Events section with calendar and list views

A new section to track upcoming occasions and gift deadlines, with a calendar view, list view, and a "Coming Up" strip for events users need to remember. Added based on user feedback to make the account feel more personalized.

Transaction History

Transaction History with searchable log of purchases

A searchable log of past purchases with order numbers, merchant names, status badges, and the ability to download receipts. Users specifically mentioned needing a place to view all transactions in one spot.


4

Gift History becomes its own feature

Gift History as a standalone feature

Midway through the redesign, it became clear that Gift History had outgrown the account details page. To keep it relationship-focused, we moved it into its own section.

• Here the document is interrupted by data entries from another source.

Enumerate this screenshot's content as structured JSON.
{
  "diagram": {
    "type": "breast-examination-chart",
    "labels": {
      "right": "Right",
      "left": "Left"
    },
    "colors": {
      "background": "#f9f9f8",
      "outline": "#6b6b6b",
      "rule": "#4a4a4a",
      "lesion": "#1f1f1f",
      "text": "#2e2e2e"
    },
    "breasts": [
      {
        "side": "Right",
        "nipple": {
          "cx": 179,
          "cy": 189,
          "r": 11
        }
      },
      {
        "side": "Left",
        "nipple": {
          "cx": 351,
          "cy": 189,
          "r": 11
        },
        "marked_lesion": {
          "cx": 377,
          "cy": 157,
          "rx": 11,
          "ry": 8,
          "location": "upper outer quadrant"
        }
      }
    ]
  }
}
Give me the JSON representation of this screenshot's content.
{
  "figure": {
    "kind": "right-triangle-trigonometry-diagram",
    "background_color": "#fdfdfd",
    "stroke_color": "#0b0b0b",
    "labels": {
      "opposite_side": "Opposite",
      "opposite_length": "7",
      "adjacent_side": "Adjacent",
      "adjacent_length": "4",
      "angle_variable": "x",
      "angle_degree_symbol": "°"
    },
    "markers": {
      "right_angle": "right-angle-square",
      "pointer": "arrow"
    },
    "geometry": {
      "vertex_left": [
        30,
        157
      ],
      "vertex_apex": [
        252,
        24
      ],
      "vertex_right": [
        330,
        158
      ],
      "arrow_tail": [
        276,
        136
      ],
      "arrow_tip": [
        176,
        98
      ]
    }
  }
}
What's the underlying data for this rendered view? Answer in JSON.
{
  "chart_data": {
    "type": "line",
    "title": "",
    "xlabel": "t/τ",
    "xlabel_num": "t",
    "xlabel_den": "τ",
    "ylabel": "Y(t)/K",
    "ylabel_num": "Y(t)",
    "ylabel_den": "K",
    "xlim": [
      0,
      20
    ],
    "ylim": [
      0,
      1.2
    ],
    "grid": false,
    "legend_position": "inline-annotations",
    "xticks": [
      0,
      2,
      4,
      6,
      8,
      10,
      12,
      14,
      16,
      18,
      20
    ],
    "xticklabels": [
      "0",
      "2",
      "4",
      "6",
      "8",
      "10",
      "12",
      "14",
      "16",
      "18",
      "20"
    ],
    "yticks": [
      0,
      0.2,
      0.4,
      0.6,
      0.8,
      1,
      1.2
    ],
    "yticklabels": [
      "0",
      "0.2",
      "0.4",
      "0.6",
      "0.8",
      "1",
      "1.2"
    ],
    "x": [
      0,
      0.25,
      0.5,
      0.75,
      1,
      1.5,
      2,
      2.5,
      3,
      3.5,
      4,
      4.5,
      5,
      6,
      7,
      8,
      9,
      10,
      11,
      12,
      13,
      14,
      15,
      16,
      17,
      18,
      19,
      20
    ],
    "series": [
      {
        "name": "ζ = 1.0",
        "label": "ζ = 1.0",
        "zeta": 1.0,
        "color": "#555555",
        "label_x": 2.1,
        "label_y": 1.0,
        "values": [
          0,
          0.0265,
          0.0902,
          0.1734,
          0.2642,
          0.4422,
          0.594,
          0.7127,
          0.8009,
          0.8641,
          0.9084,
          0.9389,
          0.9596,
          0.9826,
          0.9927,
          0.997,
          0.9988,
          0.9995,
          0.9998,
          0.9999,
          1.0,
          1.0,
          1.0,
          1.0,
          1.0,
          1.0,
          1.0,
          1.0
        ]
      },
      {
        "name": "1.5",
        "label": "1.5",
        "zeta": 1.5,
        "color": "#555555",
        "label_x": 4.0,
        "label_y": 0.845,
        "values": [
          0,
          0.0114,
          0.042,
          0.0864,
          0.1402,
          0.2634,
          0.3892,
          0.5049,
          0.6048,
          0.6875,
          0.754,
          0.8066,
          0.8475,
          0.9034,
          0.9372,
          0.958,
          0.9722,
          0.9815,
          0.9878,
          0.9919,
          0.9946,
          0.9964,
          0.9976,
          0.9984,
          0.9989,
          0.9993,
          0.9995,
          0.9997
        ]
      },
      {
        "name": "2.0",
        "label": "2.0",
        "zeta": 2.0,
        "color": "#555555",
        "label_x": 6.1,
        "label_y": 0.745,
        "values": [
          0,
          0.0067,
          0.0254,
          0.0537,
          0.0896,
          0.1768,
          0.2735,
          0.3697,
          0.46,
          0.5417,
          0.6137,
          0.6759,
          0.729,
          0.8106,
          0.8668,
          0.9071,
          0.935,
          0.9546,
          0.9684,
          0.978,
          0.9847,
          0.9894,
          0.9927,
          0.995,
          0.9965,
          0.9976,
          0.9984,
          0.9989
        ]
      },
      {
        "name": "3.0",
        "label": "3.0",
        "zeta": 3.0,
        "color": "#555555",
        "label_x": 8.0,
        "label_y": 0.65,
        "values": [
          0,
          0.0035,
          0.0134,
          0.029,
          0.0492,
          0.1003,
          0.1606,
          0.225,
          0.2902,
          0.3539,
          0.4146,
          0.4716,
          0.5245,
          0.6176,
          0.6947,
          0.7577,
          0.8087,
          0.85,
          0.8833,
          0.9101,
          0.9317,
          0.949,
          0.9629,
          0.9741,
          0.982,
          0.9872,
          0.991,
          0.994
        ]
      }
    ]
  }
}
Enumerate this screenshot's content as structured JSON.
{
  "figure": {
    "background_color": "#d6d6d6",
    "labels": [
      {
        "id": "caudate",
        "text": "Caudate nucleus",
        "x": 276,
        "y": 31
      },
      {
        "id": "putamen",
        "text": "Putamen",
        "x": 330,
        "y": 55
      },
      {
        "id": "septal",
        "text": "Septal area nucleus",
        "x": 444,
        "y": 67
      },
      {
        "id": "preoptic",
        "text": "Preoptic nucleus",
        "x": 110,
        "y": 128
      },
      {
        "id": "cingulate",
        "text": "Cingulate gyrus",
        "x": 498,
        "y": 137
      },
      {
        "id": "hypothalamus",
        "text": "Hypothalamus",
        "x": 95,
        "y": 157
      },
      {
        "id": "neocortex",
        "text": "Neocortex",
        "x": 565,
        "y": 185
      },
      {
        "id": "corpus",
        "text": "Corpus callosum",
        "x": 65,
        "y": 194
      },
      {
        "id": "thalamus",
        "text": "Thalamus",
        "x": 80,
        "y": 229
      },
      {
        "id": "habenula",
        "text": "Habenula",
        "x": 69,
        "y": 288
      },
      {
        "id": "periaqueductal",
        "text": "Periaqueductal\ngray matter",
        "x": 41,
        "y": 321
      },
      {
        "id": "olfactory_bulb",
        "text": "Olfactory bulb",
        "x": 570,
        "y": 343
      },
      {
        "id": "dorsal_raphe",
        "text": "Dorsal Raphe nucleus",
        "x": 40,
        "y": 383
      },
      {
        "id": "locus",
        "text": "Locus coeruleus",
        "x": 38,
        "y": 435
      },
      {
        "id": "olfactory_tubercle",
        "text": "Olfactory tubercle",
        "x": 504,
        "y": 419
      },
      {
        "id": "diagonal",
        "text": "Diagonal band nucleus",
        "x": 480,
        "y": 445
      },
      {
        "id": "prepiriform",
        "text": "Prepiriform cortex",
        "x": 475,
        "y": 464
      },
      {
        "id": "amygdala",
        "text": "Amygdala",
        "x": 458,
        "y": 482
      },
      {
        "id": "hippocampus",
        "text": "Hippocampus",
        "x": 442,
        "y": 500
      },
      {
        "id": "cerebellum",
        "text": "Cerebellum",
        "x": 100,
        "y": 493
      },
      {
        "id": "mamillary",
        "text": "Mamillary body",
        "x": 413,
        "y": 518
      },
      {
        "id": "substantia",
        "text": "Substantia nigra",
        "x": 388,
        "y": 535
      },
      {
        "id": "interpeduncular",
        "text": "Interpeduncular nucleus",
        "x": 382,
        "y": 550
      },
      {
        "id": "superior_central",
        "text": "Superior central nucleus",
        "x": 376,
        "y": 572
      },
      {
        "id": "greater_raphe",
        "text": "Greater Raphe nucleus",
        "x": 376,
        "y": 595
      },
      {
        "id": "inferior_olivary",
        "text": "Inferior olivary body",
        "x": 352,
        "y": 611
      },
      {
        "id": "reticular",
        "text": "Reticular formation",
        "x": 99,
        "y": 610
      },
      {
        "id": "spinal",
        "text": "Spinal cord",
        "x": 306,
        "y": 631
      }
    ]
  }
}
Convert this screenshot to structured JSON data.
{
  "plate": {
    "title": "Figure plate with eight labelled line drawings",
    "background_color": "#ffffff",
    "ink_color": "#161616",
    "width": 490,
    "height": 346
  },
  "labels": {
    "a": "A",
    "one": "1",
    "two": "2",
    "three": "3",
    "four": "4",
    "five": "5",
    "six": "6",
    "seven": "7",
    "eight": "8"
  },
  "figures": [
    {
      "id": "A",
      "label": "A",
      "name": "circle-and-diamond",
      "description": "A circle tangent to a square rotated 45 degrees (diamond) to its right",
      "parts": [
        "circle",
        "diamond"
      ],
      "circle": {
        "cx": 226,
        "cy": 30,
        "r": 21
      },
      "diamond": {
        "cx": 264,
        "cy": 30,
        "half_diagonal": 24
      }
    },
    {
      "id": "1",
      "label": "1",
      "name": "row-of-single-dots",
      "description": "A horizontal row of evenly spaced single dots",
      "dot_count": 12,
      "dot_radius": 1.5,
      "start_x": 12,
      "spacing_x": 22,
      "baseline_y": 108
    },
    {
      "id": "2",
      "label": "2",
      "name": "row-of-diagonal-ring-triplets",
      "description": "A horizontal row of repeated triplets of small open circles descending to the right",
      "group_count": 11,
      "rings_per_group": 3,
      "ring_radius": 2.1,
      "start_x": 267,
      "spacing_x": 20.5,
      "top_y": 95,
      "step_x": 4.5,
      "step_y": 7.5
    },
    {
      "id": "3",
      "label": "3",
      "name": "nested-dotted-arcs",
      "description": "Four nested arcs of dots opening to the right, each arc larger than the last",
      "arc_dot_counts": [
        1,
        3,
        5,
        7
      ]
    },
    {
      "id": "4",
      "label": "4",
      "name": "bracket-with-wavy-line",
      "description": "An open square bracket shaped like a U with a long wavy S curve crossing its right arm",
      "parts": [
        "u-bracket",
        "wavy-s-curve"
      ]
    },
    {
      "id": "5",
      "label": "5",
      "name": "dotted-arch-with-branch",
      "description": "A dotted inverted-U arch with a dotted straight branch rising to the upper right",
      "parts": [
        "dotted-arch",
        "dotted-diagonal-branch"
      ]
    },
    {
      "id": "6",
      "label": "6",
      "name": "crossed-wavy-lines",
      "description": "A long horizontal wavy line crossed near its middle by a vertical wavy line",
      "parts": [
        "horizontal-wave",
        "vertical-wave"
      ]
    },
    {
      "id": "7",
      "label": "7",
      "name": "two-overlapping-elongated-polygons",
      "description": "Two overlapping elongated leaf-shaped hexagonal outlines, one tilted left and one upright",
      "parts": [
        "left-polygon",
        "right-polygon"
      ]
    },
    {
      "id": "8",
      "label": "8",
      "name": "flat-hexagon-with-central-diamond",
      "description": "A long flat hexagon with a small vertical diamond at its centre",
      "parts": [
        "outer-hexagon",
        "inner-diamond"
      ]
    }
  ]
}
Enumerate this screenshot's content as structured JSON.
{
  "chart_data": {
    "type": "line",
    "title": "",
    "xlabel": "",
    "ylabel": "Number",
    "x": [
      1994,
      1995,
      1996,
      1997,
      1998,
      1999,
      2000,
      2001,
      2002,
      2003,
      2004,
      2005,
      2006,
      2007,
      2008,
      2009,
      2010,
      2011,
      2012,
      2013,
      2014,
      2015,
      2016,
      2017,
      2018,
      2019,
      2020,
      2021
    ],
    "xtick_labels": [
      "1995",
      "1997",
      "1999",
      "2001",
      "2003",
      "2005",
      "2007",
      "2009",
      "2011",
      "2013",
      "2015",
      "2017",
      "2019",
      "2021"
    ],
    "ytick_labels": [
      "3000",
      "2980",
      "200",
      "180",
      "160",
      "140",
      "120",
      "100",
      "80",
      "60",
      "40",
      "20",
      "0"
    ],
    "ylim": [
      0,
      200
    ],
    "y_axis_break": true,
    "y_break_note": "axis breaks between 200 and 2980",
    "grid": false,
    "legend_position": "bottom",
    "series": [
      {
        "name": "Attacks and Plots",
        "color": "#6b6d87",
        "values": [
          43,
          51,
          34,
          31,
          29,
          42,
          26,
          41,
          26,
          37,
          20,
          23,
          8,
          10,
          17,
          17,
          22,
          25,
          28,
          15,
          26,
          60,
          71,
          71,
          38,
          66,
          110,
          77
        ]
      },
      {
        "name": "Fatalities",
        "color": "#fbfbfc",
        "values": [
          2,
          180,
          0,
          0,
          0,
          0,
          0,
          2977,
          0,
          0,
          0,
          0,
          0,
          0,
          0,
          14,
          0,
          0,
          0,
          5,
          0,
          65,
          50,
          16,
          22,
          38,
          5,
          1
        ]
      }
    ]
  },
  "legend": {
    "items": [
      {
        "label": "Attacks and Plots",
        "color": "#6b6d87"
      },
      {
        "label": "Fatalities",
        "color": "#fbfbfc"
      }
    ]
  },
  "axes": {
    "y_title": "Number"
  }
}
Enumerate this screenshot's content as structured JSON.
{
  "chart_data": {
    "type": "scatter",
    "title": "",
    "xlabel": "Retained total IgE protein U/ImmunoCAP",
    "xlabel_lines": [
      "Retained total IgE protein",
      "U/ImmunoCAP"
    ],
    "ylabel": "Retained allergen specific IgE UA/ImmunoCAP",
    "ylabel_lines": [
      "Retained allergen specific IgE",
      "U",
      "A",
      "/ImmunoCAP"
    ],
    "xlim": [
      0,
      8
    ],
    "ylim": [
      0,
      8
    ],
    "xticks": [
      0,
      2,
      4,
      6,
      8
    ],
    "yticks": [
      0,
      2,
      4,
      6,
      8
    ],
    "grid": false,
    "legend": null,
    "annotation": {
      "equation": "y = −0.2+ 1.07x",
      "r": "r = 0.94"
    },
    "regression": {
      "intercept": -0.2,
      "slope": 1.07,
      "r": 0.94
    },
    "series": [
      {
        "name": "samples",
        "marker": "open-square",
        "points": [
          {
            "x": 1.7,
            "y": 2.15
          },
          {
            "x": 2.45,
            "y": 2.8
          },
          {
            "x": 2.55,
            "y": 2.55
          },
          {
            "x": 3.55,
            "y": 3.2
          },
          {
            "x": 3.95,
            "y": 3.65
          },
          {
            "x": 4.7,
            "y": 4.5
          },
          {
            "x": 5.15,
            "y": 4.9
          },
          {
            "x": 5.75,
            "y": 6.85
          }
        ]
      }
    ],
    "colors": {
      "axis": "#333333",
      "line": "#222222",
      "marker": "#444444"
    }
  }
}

I added a left nav that lets users filter by all gifts, given, and received. Users can also click into individual relationships to view their full gift history with that person. Each card shows the name of the giver or receiver, the gift title, the occasion, and the date.

Outcome

Once I had redesigned the feature, I re-ran the SUPR-Q survey across the same users to measure the impact. The overall score rose 34.6% (3.29 → 4.43), with every dimension improving.

The most significant shift was in Trust, which nearly doubled from 2.25 to 4.63, a direct reflection of the work done to design a clear, reassuring identity verification experience through the KYC integration.

What I Learned

Working on this 0-to-1 taught me a lot about making major design decisions with minimal guidance. It also taught me a lot about utilizing vibecoding tools for rapid iteration. I designed the lo-fis in Figma, iterated on them in Magic Patterns, and made finishing touches in Cursor, which let me present a working prototype to the team in a form they could actually implement.

The KYC constraint was the biggest design lesson I took from this project. It was my first time designing around an internal compliance requirement, and my initial instinct was to hide or minimize it. What I landed on instead was making it transparent, locking the fields, explaining why, and letting the user feel informed rather than blocked. That shift, from hiding a constraint to designing around it honestly, is something I'll carry into every project going forward.